Saturday, July 3, 2021

We Play Ourselves (book)

Pengo's 2021 Summer Book Club

There are far too many plays about plays, and I should know. I have written a few. Plays about plays satisfy playmakers and play-attenders. Movies about plays are usually weird. See Birdman or Cradle Will Rock.

There are also TV shows about plays. Okay, there's only one TV show about plays.

But then there are novels about plays. And those, as long as they do not include William Shakespeare as a character, can be transcendent. I believe it is because while theater is about showing, and not telling, just showing stories about plays in plays or other visual mediums doesn't succeed at taking theater further than it already goes.

Writing about, telling it, telling how it happens, how it feels, is the only true way to describe it to someone who doesn't know. When it's put on the page, the totally bizarre art form that is live theater performance becomes explicable, if no less odd.

I'm thinking of Station Eleven or The Cabinet of Edgar Allen Poe or even Interview With the Vampire. Earlier this year playwright Jen Silverman published the novel We Play Ourselves, about the after-shock of a certain Off-Broadway opening night. I tore through it in less than a week.

What Silverman describes so perfectly is all the ugly parts about being an artist. The creative process can be messy, especially in theater which is by necessity collaborative. You have a drive to create, but also need to compromise, and then there is the deep, dark part of you that wants your work to be accepted.

I have never read a better description of receiving a devastating review for your new play than when the author writes, “You keep thinking you should be fine, because there was a moment very recently in which you had been fine, so why aren’t you still?“

This is also how you could describe a broken heart.

Last night, having finished the novel just before bed, I dreamed I was running a marathon. This is not in and of itself unusual, because that is a thing I do. But this was no ordinary race. The route led me up mountains and across giant misshapen stone sculptures. It should have been a difficult trek, but I was doing very well, fleet of foot and remarkably agile.
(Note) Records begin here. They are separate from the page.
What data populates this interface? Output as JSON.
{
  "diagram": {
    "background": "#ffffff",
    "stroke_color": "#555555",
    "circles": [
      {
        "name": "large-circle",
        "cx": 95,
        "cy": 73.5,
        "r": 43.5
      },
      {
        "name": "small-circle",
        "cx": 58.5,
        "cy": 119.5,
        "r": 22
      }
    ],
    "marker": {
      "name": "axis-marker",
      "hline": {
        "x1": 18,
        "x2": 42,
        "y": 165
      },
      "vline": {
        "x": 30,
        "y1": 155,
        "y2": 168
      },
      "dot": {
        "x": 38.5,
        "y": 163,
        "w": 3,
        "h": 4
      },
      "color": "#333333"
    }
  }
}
I was also, I was informed, in the lead! In a marathon? Amazing! There was, however, a blonde man following close behind me, and so it was no longer enough to run. I had to maintain my lead.

Then there was a place where the stone beneath my feet broke through and I fell, maybe fifteen or twenty feet, straight down. I feared I might break a leg, or damage the bones in my feet. But I landed soft, cushioned by the springy bending of my amazing knees. I was okay! But I had been overtaken by the blonde runner.

When I got out from under this giant stone mountain, I found myself in a middle school library, one that was very crowded. I didn’t know which was to turn or how to get out. It was clear the blonde man had made it through, but I could not. There was a conveyor belt for books, but I could not fit onto them. I could not make my way through the library. I was increasingly distressed as I ran through stacks and time passed and I was stuck in this labyrinthine building.

Eventually, a fun size candy bar appeared in my pocket and it read “Congratulations!” on the label but it wasn’t for me. Rather, it was an announcement that the blonde man had crossed the finish line, and I felt defeated.

At first, I had just been running. And I loved the race, the hills, the obstacles. I was unafraid and feeling good, just running. But once I heard I was in the lead, winning became important. I lost the joy of doing what I loved, and so I lost everything. 

“Choose your art,” a director warns the playwright protagonist of We Play Ourselves. “Practice your art, always, always choose your art over and above anything else.” Approval, acceptance, acclaim, success, riches, love. These can be happy side-effects of doing the work, whatever work that is. But they can never take the place in your heart for the work itelf.